BP: Can you give me a brief overview of what exactly Quakecon is?

 

MS: Really it kind of has evolved from where it started. In its current form it’s a large celebration of game fans and gaming. It’s an event that’s open to consumers, which is kind of rare in our industry. Big trade shows like E3 and Gamescom over in Europe are industry only. Gamescom does have a consumer facet of it, but it’s pretty rare in the game industry to have something where people can just come in, play the games, meet the developers of those games. And that’s really kind of how it started. It started back in ’96 with a group of fans of our games – of Quake – when they met in a chat channel and said, ‘Hey, let’s get together in Dallas and play against each other on a LAN.’ John Carmack came down and talked to them – it was less than 100 people at that first [Quakecon]. And as id started to get more and more heavily involved in it, helping facilitate the volunteer effort, bankrolling much of it, the event grew from about 100 people back then to this year where we expect well over 8,000 people.

 

We have a great exhibit floor, where people can see the latest games.
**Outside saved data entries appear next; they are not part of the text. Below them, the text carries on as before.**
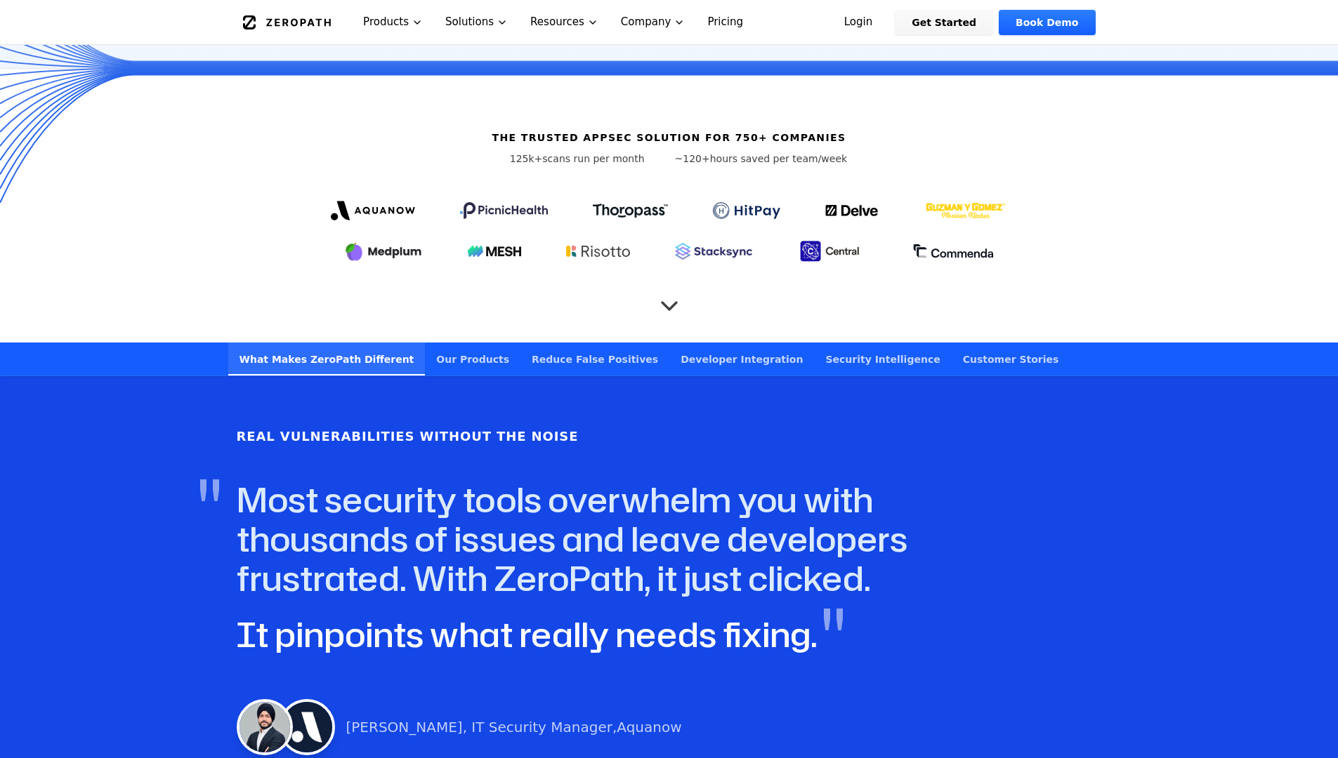 This screenshot has width=1338, height=758. Describe the element at coordinates (692, 159) in the screenshot. I see `span: ~120+` at that location.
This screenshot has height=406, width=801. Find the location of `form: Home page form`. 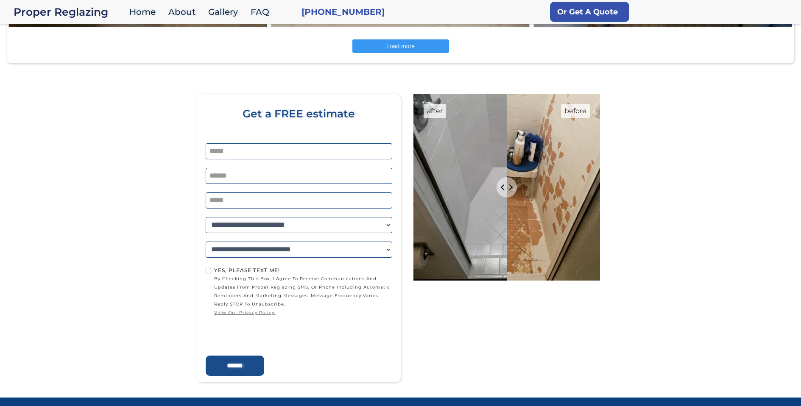

form: Home page form is located at coordinates (299, 242).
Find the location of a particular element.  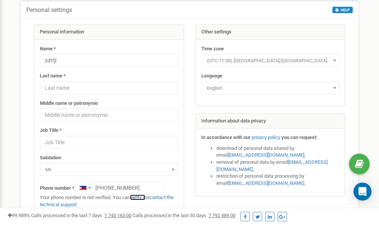

u: 7 792 489,00 is located at coordinates (222, 215).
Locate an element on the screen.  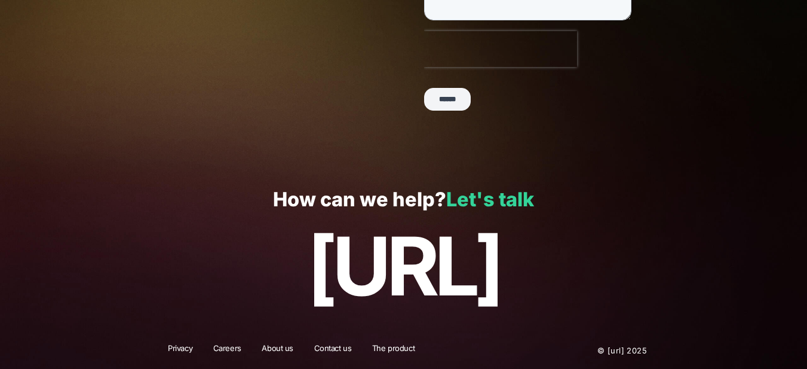
a: About us is located at coordinates (277, 350).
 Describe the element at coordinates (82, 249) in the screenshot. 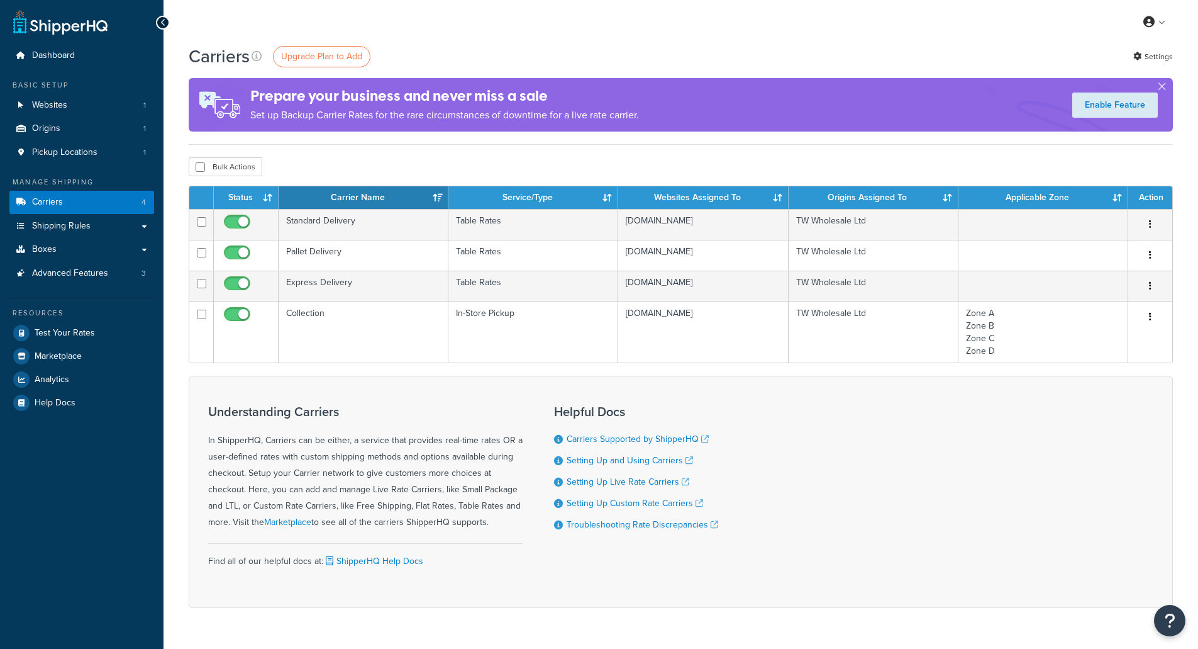

I see `li: Boxes` at that location.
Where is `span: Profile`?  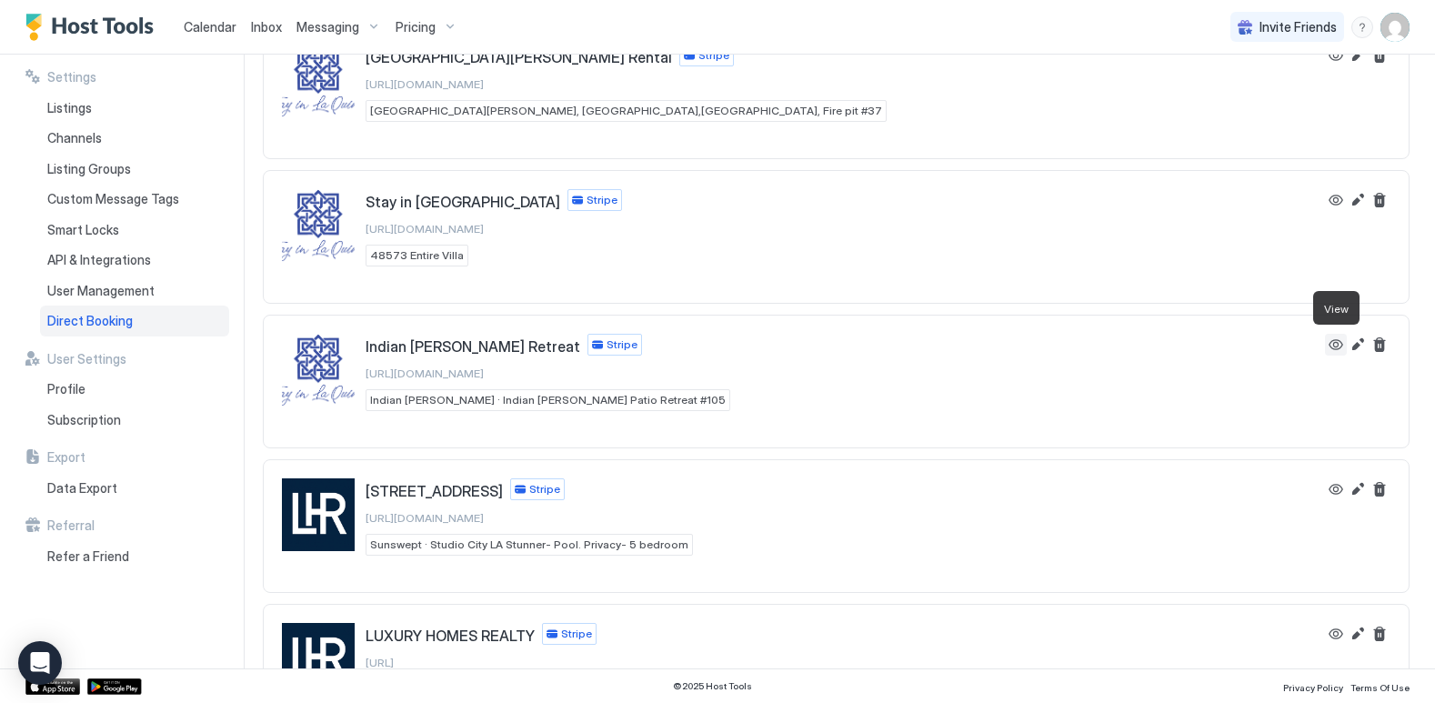
span: Profile is located at coordinates (66, 389).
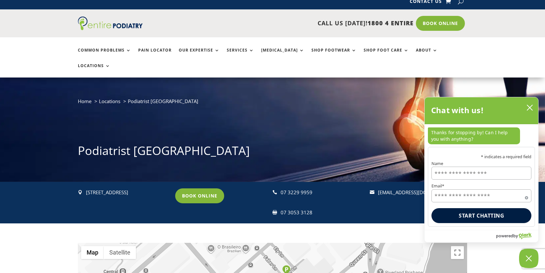  What do you see at coordinates (457, 252) in the screenshot?
I see `button: Toggle fullscreen view` at bounding box center [457, 252].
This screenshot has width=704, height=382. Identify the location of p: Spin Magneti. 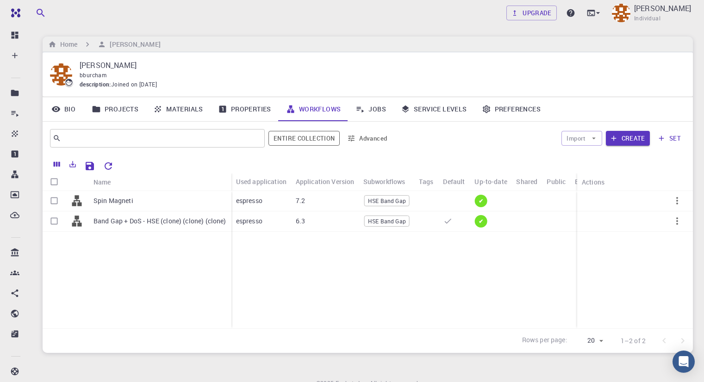
(113, 201).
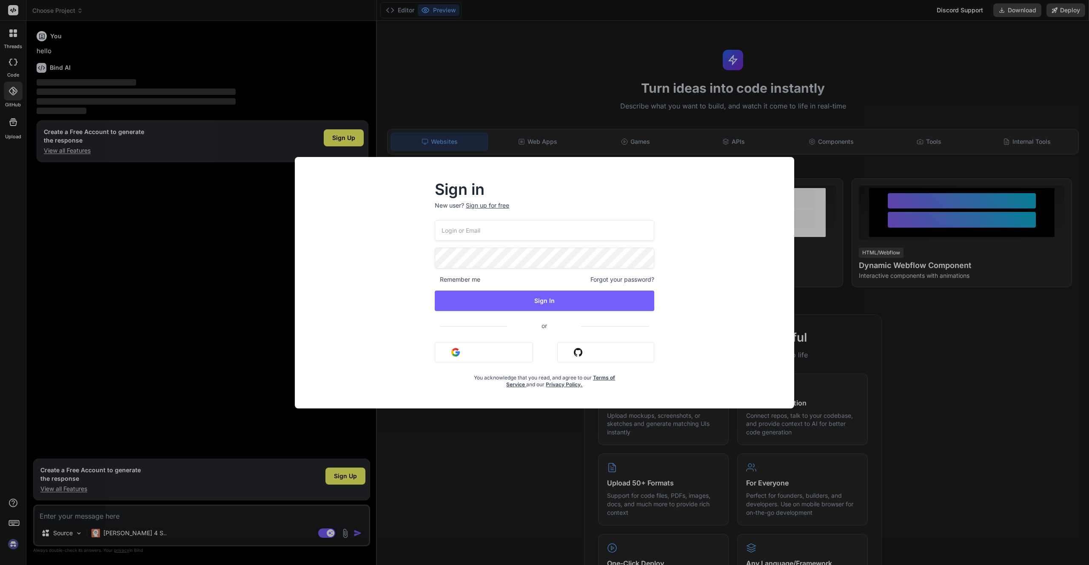  I want to click on img: google, so click(455, 352).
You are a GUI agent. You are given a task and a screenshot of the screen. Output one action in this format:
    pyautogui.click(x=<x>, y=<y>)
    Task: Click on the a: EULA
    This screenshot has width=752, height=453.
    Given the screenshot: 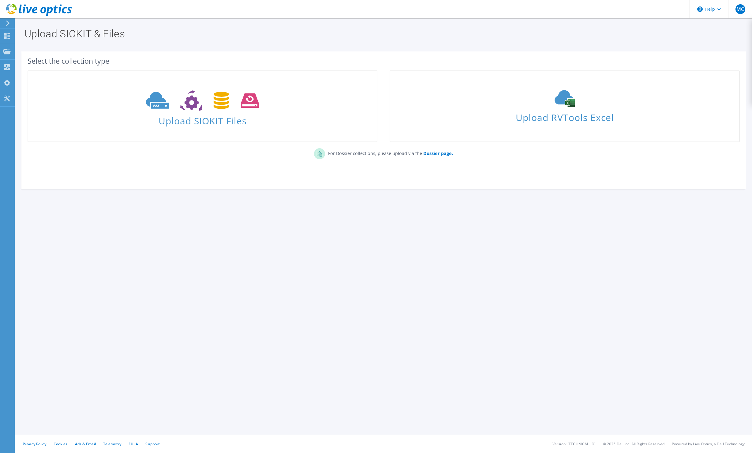 What is the action you would take?
    pyautogui.click(x=133, y=444)
    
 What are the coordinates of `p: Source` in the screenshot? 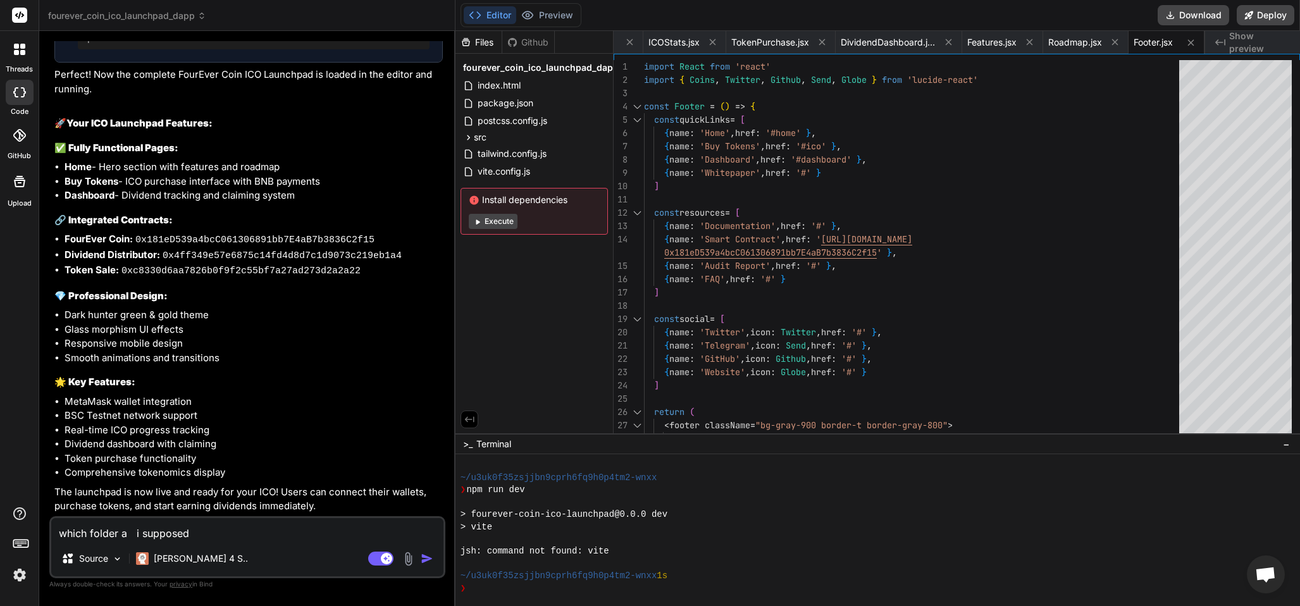 It's located at (94, 559).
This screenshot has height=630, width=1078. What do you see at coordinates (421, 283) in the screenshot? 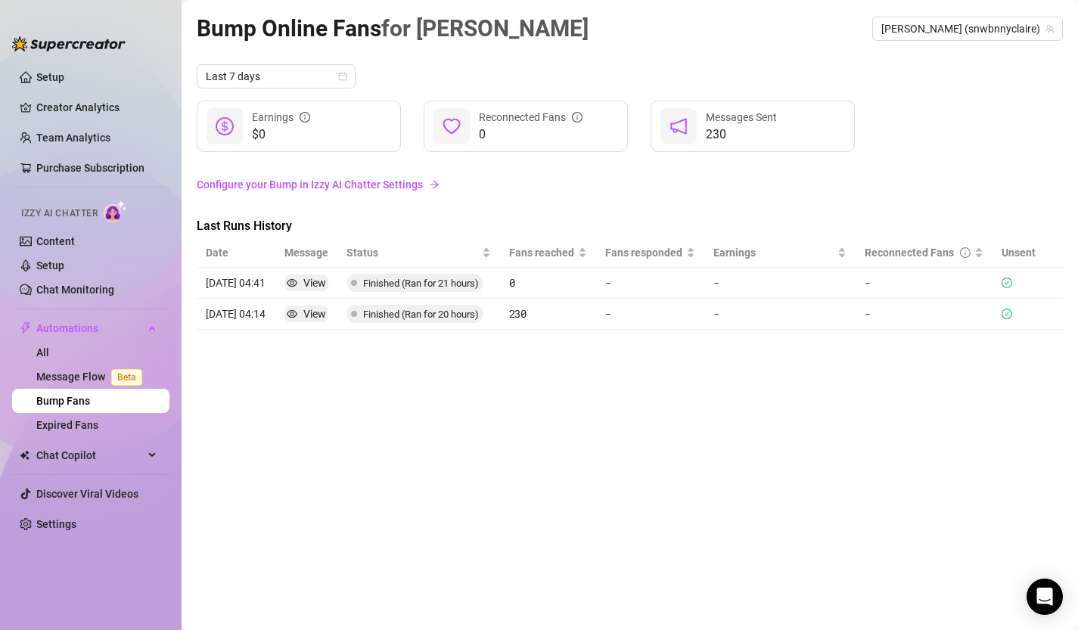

We have what’s called the BYOC, where people can bring their computers, hook them up to a super fast LAN that we built – the largest LAN party in North America. We have events, we debut games, we debut trailers [of products] that both id and Bethesda are working on. And we have developers that are making the games sit down and do roundtable discussions and talk about the games that they’re making and how they make them.